So skipping merrily through three chapters, and finding three points very interesting...I'll just hit one of them today.
April is the month for Easter, and the Easter feast, coming after not only the Lenten fast but also the cold winter months, was most welcome. Yes, it was a time for celebrating that most wondrous of events, a time to party with everything you had. Not only that, but
The Easter feast was appreciated the more by people who had encountered the reality of famine. Today we watch famine on television but it is scarcely the source of personal anxiety to those of us who live in the developed West. It is another of the crucial distinctions between us and the year 1000, where the possibility of famine was ever-present and haunted the imagination.
Piers Plowman, fictitious hero of the late medieval fable, said, "I shall provide...the necessities of life, unless the land fails." Do we in our enlightened, modern age even think of food as a necessity? It's a burden, costing too much and produced in ways that cause guilt for some of us. It's a joy, tasty, fun, an indulgence...until we realize it has landed squarely on our hips or bellies. But a necessity? And do we ever consider the possibility of the land failing? We have years worth of stuff put up in cans which we can subsist on, if the weather doesn't allow us to get much harvest from our gardens. Even if we grow gardens; how many just rely on Aldi, or WallyWorld, or Trader Joe's for our sustenance?
These people in the year 1000 worried year after year about the crops failing. People knew what year they were born based on which famine was occurring, or which drought. The Anglo-Saxon Chronicle recorded, in a yearly format, the events of the centuries leading up to 1000. Many of the listings say things like, "Came a very great famine...Here the great pestilence among cattle first came to England...In this year on St. Michael's Eve that great sea-flood came widely throughout this country..." Remember reading here about giving your head for food? These were those kind of years, when fathers could sell their children under 7 as slaves, when killing an infant (another mouth to feed) was not a crime, when cannibalism might have been a recent memory. People would devise suicide pacts;
Bede tells an affecting story..."frequently forty or fifty emaciated or starving people would go to a cliff, or to the edge of the sea, where they would join hands and leap over to die by the fall or by drowning."
Have you ever had to worry about that, just because TJ's is out of muffins today? Certainly not.
On the other hand, medieval people, maybe because they had these fears in the back of their minds, knew how to throw a party! Most of the action of the medieval poem Beowulf is set, like many other stories of the time, in a banqueting hall. Elaborate foods, beautiful serving pieces and drinking horns (no forks!) set the scene for dish after dish of mostly meat. Low-fat meat; grass raised or even wild game was the most prevalent. And the beverages...Milk was seasonal and perishable. It became cheese. Water was often foul, carrying who knows what pathogens from who knows where. Mead was the main event of the meal, a supersweet alcoholic beverage made from crushed honeycombs. Wine and beer were less common, and less alcoholic. In fact, their low alcohol content is just what made them so uncommon; they couldn't be stored long. Wine, at the time, was light and fruity, and drunk soon after harvest. Beer was also drunk quickly. Ale was the major daily drink of choice. It was boiled, killing some of the nasties that would contaminate the drinking horn. It wouldn't remind us of Sam Adams, though; it had a consistency more like a watery porridge.
Yum.
Italicized quotes from The Year 1000, 1999, Robert Lacey and Danny Danziger.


EXERCISE DIRECTIONS: All of the data that follows should be given again exactly, without its images.

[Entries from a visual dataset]
____
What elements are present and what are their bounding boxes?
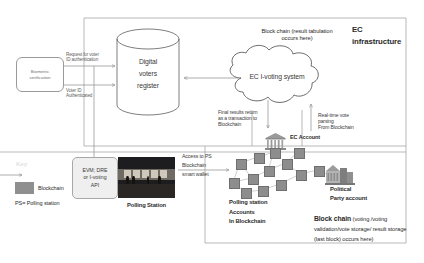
blockchain-node	[258, 186, 269, 197]
biometric-verification-label: Biometricverification	[30, 69, 51, 81]
polling-station-accounts-label: Polling station Accounts In Blockchain	[229, 198, 301, 227]
polling-station-caption: Polling Station	[116, 202, 177, 209]
biometric-verification-box[interactable]: Biometricverification	[16, 57, 64, 92]
photo-person	[158, 176, 161, 184]
realtime-parsing-label: Real-time vote parsing From Blockchain	[318, 113, 370, 131]
blockchain-node	[296, 170, 307, 181]
photo-person	[126, 176, 129, 184]
blockchain-node	[264, 166, 275, 177]
request-auth-label: Request for voter ID authentication	[66, 52, 114, 63]
legend-title: Key	[16, 160, 27, 167]
access-ps-label: Access to PS Blockchain smart wallet	[182, 152, 228, 179]
ec-ivoting-system-label: EC I-voting system	[236, 73, 318, 81]
blockchain-node	[248, 174, 259, 185]
photo-window	[160, 170, 167, 178]
photo-person	[132, 176, 135, 184]
polling-station-photo	[118, 157, 175, 198]
political-party-building-icon	[325, 164, 355, 185]
blockchain-node	[229, 178, 240, 189]
ec-infrastructure-label: EC infrastructure	[352, 24, 406, 47]
blockchain-node	[276, 180, 287, 191]
digital-voters-register-label: Digital voters register	[118, 58, 178, 90]
evm-dre-api-label: EVM; DRE or I-voting API	[82, 167, 107, 190]
photo-window	[151, 170, 158, 178]
ec-account-label: EC Account	[290, 134, 320, 140]
legend-blockchain-swatch	[15, 182, 34, 194]
auth-arrows	[62, 66, 115, 85]
legend-blockchain-label: Blockchain	[38, 185, 64, 191]
blockchain-node	[294, 148, 305, 159]
blockchain-node	[236, 159, 247, 170]
photo-person	[147, 176, 150, 184]
photo-floor	[118, 184, 175, 198]
blockchain-node	[270, 148, 281, 159]
blockchain-node	[314, 166, 325, 177]
legend-abbreviation-label: PS= Polling station	[15, 200, 59, 206]
blockchain-region-caption-bold: Block chain	[314, 215, 351, 222]
blockchain-region-caption: Block chain (voting /voting validation/v…	[314, 213, 418, 245]
diagram-canvas: Biometricverification Digital voters reg…	[0, 0, 424, 263]
blockchain-node	[254, 153, 265, 164]
blockchain-tabulation-label: Block chain (result tabulation occurs he…	[244, 28, 350, 42]
voter-authenticated-label: Voter ID Authenticated	[66, 88, 114, 99]
political-party-label: Political Party account	[330, 185, 380, 204]
evm-dre-api-box[interactable]: EVM; DRE or I-voting API	[72, 157, 118, 199]
blockchain-node	[282, 159, 293, 170]
final-results-label: Final results return as a transaction to…	[218, 110, 266, 128]
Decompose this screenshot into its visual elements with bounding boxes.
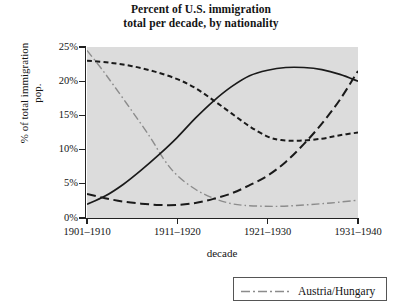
____
RESPONSE AREA:
What elements are present and what are their bounding boxes?
blockchain-node	[258, 186, 269, 197]
biometric-verification-label: Biometricverification	[30, 69, 51, 81]
polling-station-accounts-label: Polling station Accounts In Blockchain	[229, 198, 301, 227]
polling-station-caption: Polling Station	[116, 202, 177, 209]
biometric-verification-box[interactable]: Biometricverification	[16, 57, 64, 92]
photo-person	[158, 176, 161, 184]
realtime-parsing-label: Real-time vote parsing From Blockchain	[318, 113, 370, 131]
blockchain-node	[296, 170, 307, 181]
photo-person	[126, 176, 129, 184]
blockchain-node	[264, 166, 275, 177]
request-auth-label: Request for voter ID authentication	[66, 52, 114, 63]
legend-title: Key	[16, 160, 27, 167]
access-ps-label: Access to PS Blockchain smart wallet	[182, 152, 228, 179]
ec-ivoting-system-label: EC I-voting system	[236, 73, 318, 81]
blockchain-node	[248, 174, 259, 185]
photo-window	[160, 170, 167, 178]
photo-person	[132, 176, 135, 184]
polling-station-photo	[118, 157, 175, 198]
political-party-building-icon	[325, 164, 355, 185]
blockchain-node	[229, 178, 240, 189]
ec-infrastructure-label: EC infrastructure	[352, 24, 406, 47]
blockchain-node	[276, 180, 287, 191]
digital-voters-register-label: Digital voters register	[118, 58, 178, 90]
evm-dre-api-label: EVM; DRE or I-voting API	[82, 167, 107, 190]
photo-window	[151, 170, 158, 178]
ec-account-label: EC Account	[290, 134, 320, 140]
legend-blockchain-swatch	[15, 182, 34, 194]
auth-arrows	[62, 66, 115, 85]
legend-blockchain-label: Blockchain	[38, 185, 64, 191]
blockchain-node	[294, 148, 305, 159]
blockchain-node	[236, 159, 247, 170]
photo-person	[147, 176, 150, 184]
photo-floor	[118, 184, 175, 198]
blockchain-node	[270, 148, 281, 159]
blockchain-node	[314, 166, 325, 177]
legend-abbreviation-label: PS= Polling station	[15, 200, 59, 206]
blockchain-region-caption-bold: Block chain	[314, 215, 351, 222]
blockchain-region-caption: Block chain (voting /voting validation/v…	[314, 213, 418, 245]
diagram-canvas: Biometricverification Digital voters reg…	[0, 0, 424, 263]
blockchain-node	[254, 153, 265, 164]
blockchain-tabulation-label: Block chain (result tabulation occurs he…	[244, 28, 350, 42]
voter-authenticated-label: Voter ID Authenticated	[66, 88, 114, 99]
political-party-label: Political Party account	[330, 185, 380, 204]
evm-dre-api-box[interactable]: EVM; DRE or I-voting API	[72, 157, 118, 199]
blockchain-node	[282, 159, 293, 170]
final-results-label: Final results return as a transaction to…	[218, 110, 266, 128]
Decompose this screenshot into its visual elements with bounding boxes.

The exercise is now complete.